The weather has not been kind to our garden fruits this year. Too cold and dry for many months, then hot without rain, the red currants ripened more than two weeks later than in a normal year.
The peaches are the size of plums, who knows how they will turn out.
The thunderstorm that ended several months without precipitation started out with hail which ripped all grapes off the vine.
And tomatoes?
What tomatoes?
Instead of fresh fruit out of the garden, we are stuck with grocery store produce. Sure, it is not as gross as the "fresh fruit and vegetables" aisles in the UK or Ireland but that's not a good baseline.
To the blogster, not having to see the grapefruit at the store for a few months out of the year has become strangely important in Germany. Because grapefruit in this country are awfully sour.
As if someone took a bicycle tire pump to a lemon.
On a particularly bad day, this weird image comes to the blogster's mind: a huge, artificially lit warehouse somewhere in Southern Europe, trucks of lemons arrive at one end, incessant streams of small yellow fruit run down wide chutes into the building and onto conveyor belts. Poor migrants stand there twelve or sixteen hours a day, sticking bicycle pumps into lemons, pumping them up into round grapefruits. Migrant children peel tiny labels off of drums, stick them on the grapefruit, and more migrants pack them into crates that are then shipped to Northern Europe to be sold at just under a Euro a fruit.
Having picked ripe grapefruit off a tree in the Southern United States can do that to you.
The best places to pick your own are not farms, by the way. Incomparably juicy and sweet grapefruit can be found in retirement community trailer parks in the southern US deserts.
You see, when people move there, many plant grapefruit trees.
As the trees mature, folks get older, and many of them suddenly find themselves on medication that requires a strict "no citrus" diet.
Go there in November and December and ask nicely, and you can pick as much grapefruit as you want.

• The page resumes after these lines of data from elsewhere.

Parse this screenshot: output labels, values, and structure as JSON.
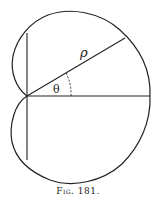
{
  "figure": {
    "caption": "Fig. 181.",
    "labels": {
      "radius": "ρ",
      "angle": "θ"
    },
    "curve": "cardioid-like closed curve with cusp at origin",
    "colors": {
      "stroke": "#222222",
      "background": "#ffffff"
    }
  }
}
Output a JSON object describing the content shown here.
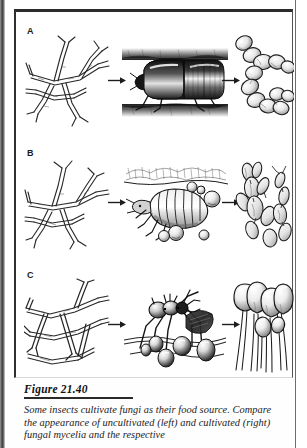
{
  "figure": {
    "number_label": "Figure 21.40",
    "caption": "Some insects cultivate fungi as their food source. Compare the appearance of uncultivated (left) and cultivated (right) fungal mycelia and the respective",
    "panels": [
      {
        "id": "A",
        "label": "A",
        "left_illustration": "branching-hyphal-mycelium",
        "middle_illustration": "beetle-in-wood-gallery",
        "right_illustration": "yeast-like-budding-cell-chains",
        "arrow_1": "arrow-right",
        "arrow_2": "arrow-right"
      },
      {
        "id": "B",
        "label": "B",
        "left_illustration": "branching-hyphal-mycelium",
        "middle_illustration": "ambrosia-beetle-larva-with-spore-droplets",
        "right_illustration": "swollen-ambrosial-hyphae-with-buds",
        "arrow_1": "arrow-right",
        "arrow_2": "arrow-right"
      },
      {
        "id": "C",
        "label": "C",
        "left_illustration": "branching-hyphal-mycelium",
        "middle_illustration": "leafcutter-ant-on-fungus-garden",
        "right_illustration": "club-shaped-gongylidia-swollen-hyphal-tips",
        "arrow_1": "arrow-right",
        "arrow_2": "arrow-right"
      }
    ]
  },
  "colors": {
    "ink": "#1a1a1a",
    "frame": "#2b2b2b",
    "rule": "#2a2a2a",
    "page": "#ffffff",
    "scan_edge": "#3c3c3c"
  }
}
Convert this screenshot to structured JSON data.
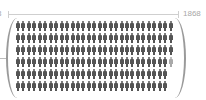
{
  "chart_data": {
    "type": "pictogram",
    "title": "",
    "start_label": "3",
    "end_label": "1868",
    "icon": "person-icon",
    "icon_color": "#555555",
    "rows": 6,
    "icons_per_row": [
      29,
      29,
      29,
      28.5,
      28,
      28
    ],
    "total_icons_approx": 171.5,
    "grid": false,
    "legend": null
  },
  "labels": {
    "left": "3",
    "right": "1868"
  }
}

The side effect: it spoils you forever.
The last time we did that, we raided a paper bag bin at a Safeway cash register in town and filled bag after bag. The car smelled like fresh grapefruit for months afterwards.
We were just north of one of the unpleasant inland border control check points where everybody has to stop and answer the question: are you a US citizen?
Imagine showing up at a checkpoint with the back seat and the trunk filled with paper bags full of grapefruit, the passenger said. Sir, may I see the grapefruit. Well, more like, get out of the car, what's with the grapefruit? Maybe they'd have one of those unruly German shepherds all over the bags, ripping some of the bursting fruit, and you'd leave with a puddle of fresh chomped juice slowly running from the back seats towards the front, emerging from under the driver seat as if you'd have peed in the car.
If you travel for more than a day, make sure to offer the desk clerk at the motel a bag.
Should anybody feel like airlifting some trailer park grapefruit to Europe, let me know. I'll pick up a crate at any airport within a day's driving distance.